The only shot on goal the Lady Dons (10-8-2, 4-7-0) would get in the second half came in the 72nd minute when junior forward Jessica Chen’s shot on a breakaway was stopped by sophomore goalkeeper Destinee Montenegro.

“That’s been our problem all year…that we’re playing as a team and we never developed a way to create offense.” Adams said of the lack of offense. “So we shifted players around and as I guessed might happen with a new coach, we never got them in the right spots to be productive enough to be able to be successful against teams like Artesia and Bellflower and the other top teams in the league.”

Knocking off Cerritos to get into the playoffs was a mirrored image for the Pioneers from the late 1990s and early 2000s when the two would battle for third place and, at the time, the last automatic playoff spot.
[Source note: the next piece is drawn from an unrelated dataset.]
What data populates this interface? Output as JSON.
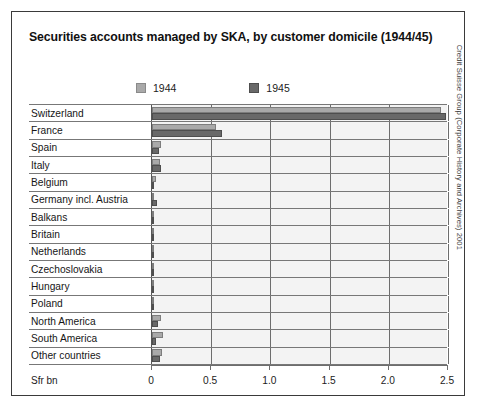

Cerritos was a consistent third place team while the Pioneers finished in fourth place in 1998, 1999 and 2001 and tied Cerritos for third place in 2000.

“We knew it was going to be tough,” Marquez said. “I told my girls that we needed to win this game. I didn’t tell them anything about a [potential] tie or whatever. We were just looking after ourselves and playing the style that we play and going out and playing hard. I thought in the first half we did well controlling the game.”

Both teams began the regular season on a roll with the Pioneers winning seven of 10 games played in December while Cerritos went 6-1-2 before league action began and won all four games it played in the Bellflower Tournament. In fact, the Lady Dons outscored their December opponents 35-4 but allowed 15 goals in league action.

In addition, both teams are still young with Artesia graduating four players off a team of 17 and Cerritos just losing Galicia to graduation. The experience of both teams should provide another exciting 2016-2017 campaign.

“As a coaching staff, we never want to talk about projecting the next year,” Adams said. “I would expect that we will develop as a unit. Our talent will get better, our teamwork will get better and as that happens, I think we’ll mature as a group. We do look forward to every opportunity to get better and to try to find some success. As I was talking to the coaching staff today, I’m always a lot more pleased in April than I am the day after we lose, when the season comes to an end like that. When you look at it, [this season] was a very successful season and there a lot of positives to grow by. I’m very optimistic moving ahead.”

Artesia ended the regular season at John Glenn High on Feb. 11 while Cerritos travelled to La Mirada on the same day. There is a slight chance the Lady Dons could get in the playoffs as an at-large representative.